Title: Engineered Living Materials: From 3D printable enzyme plastics to living bacterial microreactors
Content navigation
Description

Title: Engineered Living Materials: From 3D printable enzyme plastics to living bacterial microreactors
Abstract:
Engineered Living Materials (ELMs) present an exciting opportunity to integrate and scale outputs from synthetic biology. ELMs are currently being developed for a wide variety of applications, which range from gut microbiome re-engineering to fungal-bacterial composite building materials. Ideally, the living component of an ELM or its output should interface with and modulate the bulk structure of material, by driving assembly or chemical processes across multiple length scales. Accordingly, we present recent and ongoing research on the development of smart highly fabricable composite biomaterials and engineered living materials with tuneable emergent properties. Specifically, we describe the development of enzymatically-active plastics and membranes with robust high fidelity structures [1, 2], a new class of bioink comprising an oxidoreductase-mediated interpenetrating network (IDE) gel with thermoresponsive shape changing properties, and a 3D bioprinted living bacterial microreactor that is capable of detoxifying organophosphates under flow.

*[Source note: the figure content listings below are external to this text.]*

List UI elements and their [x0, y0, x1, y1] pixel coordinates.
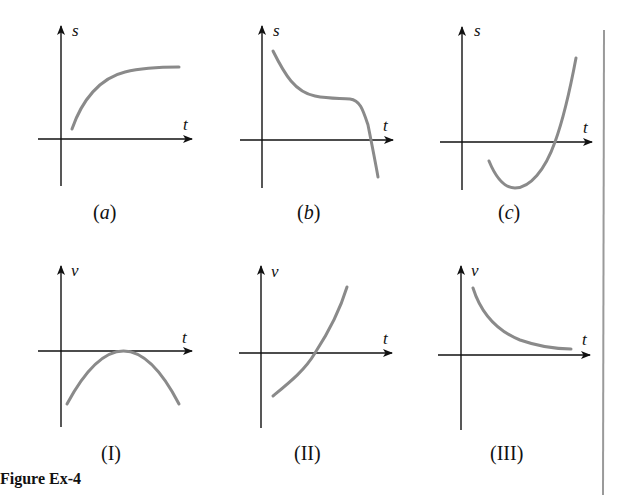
panel-a: s t (a): [38, 21, 192, 224]
panel-I: v t (I): [38, 261, 192, 465]
s-axis-label: s: [72, 21, 79, 40]
v-axis-label: v: [71, 261, 79, 280]
v-axis-label: v: [471, 261, 479, 280]
s-axis-label: s: [474, 21, 481, 40]
figure-caption: Figure Ex-4: [0, 470, 81, 488]
v-curve-III: [473, 288, 571, 349]
t-axis-label: t: [383, 116, 389, 135]
s-curve-a: [72, 67, 179, 129]
panel-label-I: (I): [101, 442, 121, 465]
panel-label-III: (III): [490, 442, 523, 465]
panel-III: v t (III): [438, 261, 590, 465]
s-curve-c: [489, 58, 576, 188]
panel-II: v t (II): [239, 262, 392, 465]
t-axis-label: t: [582, 330, 588, 349]
v-curve-I: [67, 351, 179, 404]
panel-label-b: (b): [297, 201, 320, 224]
figure-ex-4: s t (a) s t (b) s t (c) v t (I) v t (II: [0, 0, 619, 495]
panel-c: s t (c): [440, 21, 592, 224]
t-axis-label: t: [183, 115, 189, 134]
margin-rule: [603, 30, 604, 495]
t-axis-label: t: [182, 328, 188, 347]
panel-label-c: (c): [498, 201, 520, 224]
panel-label-a: (a): [93, 201, 116, 224]
v-curve-II: [273, 287, 347, 396]
t-axis-label: t: [583, 118, 589, 137]
panel-label-II: (II): [294, 442, 321, 465]
s-curve-b: [273, 51, 378, 177]
s-axis-label: s: [273, 21, 280, 40]
t-axis-label: t: [383, 329, 389, 348]
panel-b: s t (b): [240, 21, 393, 224]
v-axis-label: v: [271, 262, 279, 281]
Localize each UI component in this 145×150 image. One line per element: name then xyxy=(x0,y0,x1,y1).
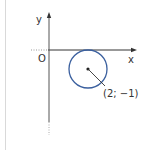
y-axis-label: y xyxy=(36,14,42,25)
x-axis-arrow-icon xyxy=(131,48,137,52)
origin-label: O xyxy=(38,53,46,64)
center-coordinate-label: (2; −1) xyxy=(103,88,139,99)
y-axis-arrow-icon xyxy=(47,12,51,18)
x-axis-label: x xyxy=(128,54,134,65)
coordinate-diagram: y x O (2; −1) xyxy=(0,0,145,150)
center-label-leader-line xyxy=(88,69,105,86)
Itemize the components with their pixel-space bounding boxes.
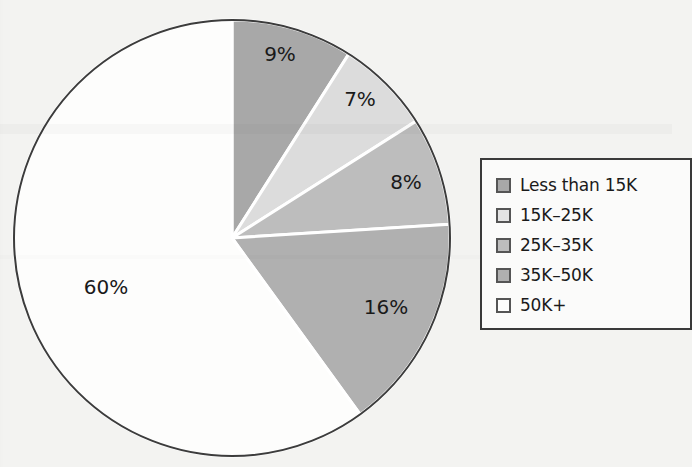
pie-slice-value-label: 16% xyxy=(364,295,408,319)
legend-swatch-icon xyxy=(496,268,511,283)
legend-item-label: 15K–25K xyxy=(520,205,593,225)
legend-item[interactable]: Less than 15K xyxy=(496,170,690,200)
legend-item[interactable]: 35K–50K xyxy=(496,260,690,290)
legend-item[interactable]: 50K+ xyxy=(496,290,690,320)
pie-slice-value-label: 8% xyxy=(390,170,422,194)
pie-slice-value-label: 7% xyxy=(344,87,376,111)
legend-swatch-icon xyxy=(496,208,511,223)
pie-slice-value-label: 9% xyxy=(264,42,296,66)
legend-item-label: 50K+ xyxy=(520,295,566,315)
legend-swatch-icon xyxy=(496,178,511,193)
legend-item-label: 35K–50K xyxy=(520,265,593,285)
legend-item[interactable]: 25K–35K xyxy=(496,230,690,260)
legend-item[interactable]: 15K–25K xyxy=(496,200,690,230)
legend-item-label: 25K–35K xyxy=(520,235,593,255)
legend-swatch-icon xyxy=(496,298,511,313)
pie-slice-value-label: 60% xyxy=(84,275,128,299)
chart-legend: Less than 15K 15K–25K 25K–35K 35K–50K 50… xyxy=(480,158,692,330)
pie-slice-group xyxy=(14,20,450,456)
legend-swatch-icon xyxy=(496,238,511,253)
legend-item-label: Less than 15K xyxy=(520,175,637,195)
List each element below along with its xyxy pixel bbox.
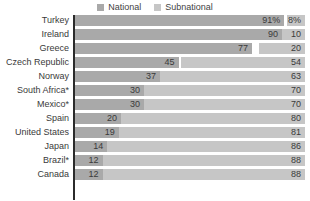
bar-value-subnational: 70 [75, 85, 301, 96]
bar-row: Ireland9010 [0, 29, 310, 40]
bar-value-subnational: 86 [75, 141, 301, 152]
bar-row-label: Spain [0, 113, 69, 124]
bar-value-subnational: 80 [75, 113, 301, 124]
legend-label: National [108, 3, 141, 12]
plot-area: Turkey91%8%Ireland9010Greece7720Czech Re… [0, 15, 310, 201]
bar-track: 3070 [75, 99, 305, 110]
bar-track: 2080 [75, 113, 305, 124]
bar-row: Spain2080 [0, 113, 310, 124]
bar-track: 3763 [75, 71, 305, 82]
bar-track: 1981 [75, 127, 305, 138]
bar-track: 1288 [75, 155, 305, 166]
bar-value-subnational: 63 [75, 71, 301, 82]
bar-row: Turkey91%8% [0, 15, 310, 26]
bar-row-label: United States [0, 127, 69, 138]
bar-track: 7720 [75, 43, 305, 54]
bar-row-label: Brazil* [0, 155, 69, 166]
bar-row-label: Norway [0, 71, 69, 82]
bar-row-label: South Africa* [0, 85, 69, 96]
bar-row-label: Greece [0, 43, 69, 54]
bar-row: Greece7720 [0, 43, 310, 54]
chart-legend: NationalSubnational [0, 1, 310, 14]
bar-rows: Turkey91%8%Ireland9010Greece7720Czech Re… [0, 15, 310, 183]
bar-row: Japan1486 [0, 141, 310, 152]
stacked-bar-chart: NationalSubnational Turkey91%8%Ireland90… [0, 0, 310, 201]
bar-value-subnational: 70 [75, 99, 301, 110]
legend-label: Subnational [165, 3, 213, 12]
bar-row: Czech Republic4554 [0, 57, 310, 68]
bar-value-subnational: 88 [75, 169, 301, 180]
bar-track: 1288 [75, 169, 305, 180]
bar-track: 1486 [75, 141, 305, 152]
legend-entry[interactable]: Subnational [154, 3, 213, 12]
square-swatch-icon [97, 4, 104, 11]
bar-row: South Africa*3070 [0, 85, 310, 96]
bar-row-label: Mexico* [0, 99, 69, 110]
bar-row: Mexico*3070 [0, 99, 310, 110]
bar-row-label: Canada [0, 169, 69, 180]
bar-track: 91%8% [75, 15, 305, 26]
bar-value-subnational: 8% [75, 15, 301, 26]
bar-row: United States1981 [0, 127, 310, 138]
bar-track: 3070 [75, 85, 305, 96]
bar-track: 4554 [75, 57, 305, 68]
bar-track: 9010 [75, 29, 305, 40]
bar-value-subnational: 81 [75, 127, 301, 138]
bar-value-subnational: 10 [75, 29, 301, 40]
bar-value-subnational: 20 [75, 43, 301, 54]
bar-value-subnational: 54 [75, 57, 301, 68]
bar-row-label: Ireland [0, 29, 69, 40]
bar-row: Norway3763 [0, 71, 310, 82]
bar-row: Brazil*1288 [0, 155, 310, 166]
legend-entry[interactable]: National [97, 3, 141, 12]
bar-row-label: Japan [0, 141, 69, 152]
bar-value-subnational: 88 [75, 155, 301, 166]
square-swatch-icon [154, 4, 161, 11]
bar-row-label: Czech Republic [0, 57, 69, 68]
bar-row: Canada1288 [0, 169, 310, 180]
bar-row-label: Turkey [0, 15, 69, 26]
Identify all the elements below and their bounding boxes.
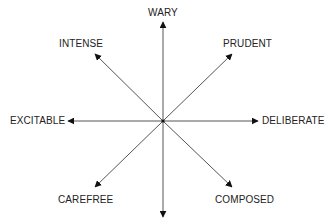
label-composed: COMPOSED [215,194,274,206]
axes-graphic [0,0,332,224]
temperament-compass-diagram: WARY PRUDENT DELIBERATE COMPOSED CAREFRE… [0,0,332,224]
center-point [161,119,164,122]
axis-down-left-arrow [95,121,163,187]
axis-up-left-arrow [95,54,163,121]
label-wary: WARY [148,7,178,19]
label-carefree: CAREFREE [58,194,113,206]
axis-down-right-arrow [163,121,232,187]
label-deliberate: DELIBERATE [262,115,325,127]
label-prudent: PRUDENT [223,38,272,50]
label-intense: INTENSE [59,38,103,50]
label-excitable: EXCITABLE [10,115,65,127]
axis-up-right-arrow [163,54,232,121]
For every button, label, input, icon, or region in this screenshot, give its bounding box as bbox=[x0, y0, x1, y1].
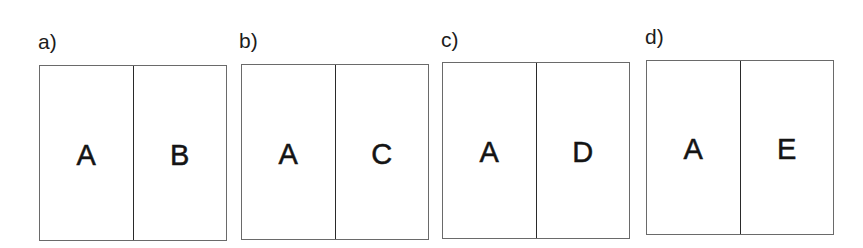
cell-b-left: A bbox=[242, 65, 336, 239]
cell-d-right: E bbox=[741, 61, 834, 234]
panel-label-a: a) bbox=[38, 31, 57, 52]
cell-b-right: C bbox=[336, 65, 429, 239]
cell-letter: B bbox=[170, 141, 189, 170]
panel-label-d: d) bbox=[645, 26, 664, 47]
cell-letter: D bbox=[572, 138, 593, 167]
panel-box-a: A B bbox=[39, 65, 227, 241]
cell-letter: A bbox=[480, 138, 499, 167]
cell-letter: A bbox=[279, 140, 298, 169]
cell-a-left: A bbox=[40, 66, 134, 240]
panel-label-c: c) bbox=[441, 29, 459, 50]
cell-letter: A bbox=[77, 141, 96, 170]
cell-letter: C bbox=[371, 140, 392, 169]
panel-box-b: A C bbox=[241, 64, 429, 240]
cell-d-left: A bbox=[647, 61, 741, 234]
panel-label-b: b) bbox=[239, 30, 258, 51]
panel-box-d: A E bbox=[646, 60, 834, 235]
cell-a-right: B bbox=[134, 66, 227, 240]
cell-c-left: A bbox=[443, 63, 537, 238]
panel-box-c: A D bbox=[442, 62, 630, 239]
cell-c-right: D bbox=[537, 63, 630, 238]
cell-letter: A bbox=[684, 135, 703, 164]
cell-letter: E bbox=[777, 135, 796, 164]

1. Day, G.J., et al., A rationally designed supercharged protein-enzyme chimera self-assembles in situ to yield bifunctional composite textiles. ACS Applied Materials & Interfaces, 2021, 13.
2. Perriman, A.W., et al., Three-dimensional printable enzymatically active plastics. ACS Applied Polymer Materials, 2021.
Bio:
Adam Perriman is a Professor of Bioengineering at the School of Cellular and Molecular Medicine, University of Bristol, and Director of the Bristol Centre for Bioprinting. He is internationally distinguished for his pioneering research on the construction and study of novel synthetic biomolecular systems, and his research interests span the fields of chemistry, biophysics and tissue engineering. His contributions to this field of interdisciplinary science led to him being named a Wellcome Trust Frontiers Innovator in 2015, and in 2016, he was awarded the British Biophysical Society Young Investigator's Award and Medal. In 2019, he was named a UK Research and Innovation Future Leaders Fellow. In 2017 he founded the cell therapy biotech company CytoSeek, which has raised in excess of $5.8M USD.